Chapter 4. The Argentine National Flag Conclusion
Since the first flag found before 3000 BC, flags were stated as a device by which its authority was recognized. From the first national flag to nowadays, as soon as a new nation is born, it must publicly define its flag which contributes to distinguishing one nation from the other nations of the world.
A flag can be defined as an insignia made of a rectangular piece of cloth, insignea from where visual referents indicate the nature of the entity to which the flag belongs, being a political or social non-verbal communication media between its users. In this way, the flag works as a sign, allowing the instantaneous recognition of friends and enemies and as being a totem of each community.
Besides, flags are also symbols, emblems of the meaning people placed on them and from where to fight and die for and an object to be conquested as if it were endowed with greater value. Therefore, a flag symbolizes, and is seen as, the nation in itself, by condensing all sentiments with the nation. Therefore, flags promote certain national sentiment on behalf of the Ideological State Apparatus. First, a religious dimension or sentiment can be found as if the flag means more than death, where flag questions and involves people in practice of sacrifice and death. Besides, the central attraction of a flag floating in the air may consist of the apparent visibility of the invisible, produced by the wind, expressing the nation’s soul awakening. Second, a representation of a social organization is portrayed by the flag, where the flags´s metaphor is a symbolic structural mandate of the nation which structures political experience, especially in establishing collective identities. For that reason, a flag gives the sense of unity to a nation as a discursive totality, in a process where social experiences are always mediated by such symbolization. Besides, a flag is understood as a symbol that may stimulate the membership to the national group, bringing cohesion and the emotion of being part of something, even in dissidence.
In Argentina, the flag has been used in extreme life and death situations, as a background of any dictatorship’s discourse, by the Army or the military governments that appropiated this symbol and as well as subsequent attempts to associate it to different sectors. However, even though such association of the flag endures in people’s mind, it is possible to find the flag inside almost any social expression of Argentine, in schools, in sport, in political and religious meetings, in commercial and in high and low socio-economic levels everyday life, as if Argentine flag were also the incarnation of the best of the nation.
Furthermore, the main components of the Argentine flag are the colours (white and light blue) and the presence or absence of a sun, two attributes that have been changed in different moments of the Argentine history since its creation in 1810 by Belgrano as a means of political expression.
The origin of the colors of the flag could be associated with Catholicism since the light blue and white colours are present in the Virgin Mary’s robe, could be attributed to the Band of the Order of King Charles III from Spain or could be a copy of the colours used in the shield of Buenos Aires city. Besides, it could represent the image of the seaboard where the sky is the upper band, the horizon is the white one and the sea or river the lower one. In this case, the colour and the space they occupy would represent Buenos Aires and it would be discrimination against the inhabitants of the inland of the country where the only colours found are in their skies.
In the case of the sun, it could represent an attempt to seduce native people as they considered them as “sons of the sun”, a discourse of the Masonry functioning as a symbol of clarity against darkness, a traditional idea of energy and state power
The mentioned changes made to the flag were around some main axes which were the selection of the light blue or blue colour pertaining to the flag, the marginalization of the civil society from the official flag with the sun and last the sun’s expression, the shape of the rays. Besides, a shield has been introduced in the place of the sun as well as legends.
In the first place, the words light blue, blue and blue-light blue show a dispute among Unitarians and the colour of the State of Buenos Aires while the Rosas´ dark blue flags represent a Federal government.
In second place, the flag portrayed everlasting debates regarding the fact of having in Argentina one or two flags, that is to say, first and second class Argentines, from where the sun’s inclusion or exclusion differentiate Argentine’s activity. The free use of the flag for everybody is typical of the Republican identity while a restrictive use of the flag with a sun pertains to a Nationalist identity. Third, political expressions and how power is exercised can be found in the sun’s face but there is no a clear pattern of their uses.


● Aim of the exercise
The answer is to be all of the data below, reproduced exactly.

● Available data
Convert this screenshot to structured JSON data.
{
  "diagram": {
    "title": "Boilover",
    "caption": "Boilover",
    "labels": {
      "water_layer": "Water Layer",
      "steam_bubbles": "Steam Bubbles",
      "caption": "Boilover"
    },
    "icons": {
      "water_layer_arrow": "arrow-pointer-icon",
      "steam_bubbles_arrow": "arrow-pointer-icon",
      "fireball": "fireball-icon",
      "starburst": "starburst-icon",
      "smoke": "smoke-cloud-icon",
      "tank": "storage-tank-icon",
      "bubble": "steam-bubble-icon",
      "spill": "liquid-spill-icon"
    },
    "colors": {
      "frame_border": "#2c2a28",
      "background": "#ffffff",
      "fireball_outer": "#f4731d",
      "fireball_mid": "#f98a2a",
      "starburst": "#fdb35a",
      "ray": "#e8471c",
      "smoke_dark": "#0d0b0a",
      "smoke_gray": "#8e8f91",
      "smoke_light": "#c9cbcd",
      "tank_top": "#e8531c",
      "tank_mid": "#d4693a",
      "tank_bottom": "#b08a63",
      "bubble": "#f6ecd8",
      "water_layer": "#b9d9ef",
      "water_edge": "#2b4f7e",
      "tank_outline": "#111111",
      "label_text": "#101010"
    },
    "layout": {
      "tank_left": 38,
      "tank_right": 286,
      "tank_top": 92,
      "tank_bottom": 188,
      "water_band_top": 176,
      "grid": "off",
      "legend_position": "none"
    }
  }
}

● Answer for this exercise
Convert this screenshot to structured JSON data.
{
  "diagram": {
    "title": "Boilover",
    "caption": "Boilover",
    "labels": {
      "water_layer": "Water Layer",
      "steam_bubbles": "Steam Bubbles",
      "caption": "Boilover"
    },
    "icons": {
      "water_layer_arrow": "arrow-pointer-icon",
      "steam_bubbles_arrow": "arrow-pointer-icon",
      "fireball": "fireball-icon",
      "starburst": "starburst-icon",
      "smoke": "smoke-cloud-icon",
      "tank": "storage-tank-icon",
      "bubble": "steam-bubble-icon",
      "spill": "liquid-spill-icon"
    },
    "colors": {
      "frame_border": "#2c2a28",
      "background": "#ffffff",
      "fireball_outer": "#f4731d",
      "fireball_mid": "#f98a2a",
      "starburst": "#fdb35a",
      "ray": "#e8471c",
      "smoke_dark": "#0d0b0a",
      "smoke_gray": "#8e8f91",
      "smoke_light": "#c9cbcd",
      "tank_top": "#e8531c",
      "tank_mid": "#d4693a",
      "tank_bottom": "#b08a63",
      "bubble": "#f6ecd8",
      "water_layer": "#b9d9ef",
      "water_edge": "#2b4f7e",
      "tank_outline": "#111111",
      "label_text": "#101010"
    },
    "layout": {
      "tank_left": 38,
      "tank_right": 286,
      "tank_top": 92,
      "tank_bottom": 188,
      "water_band_top": 176,
      "grid": "off",
      "legend_position": "none"
    }
  }
}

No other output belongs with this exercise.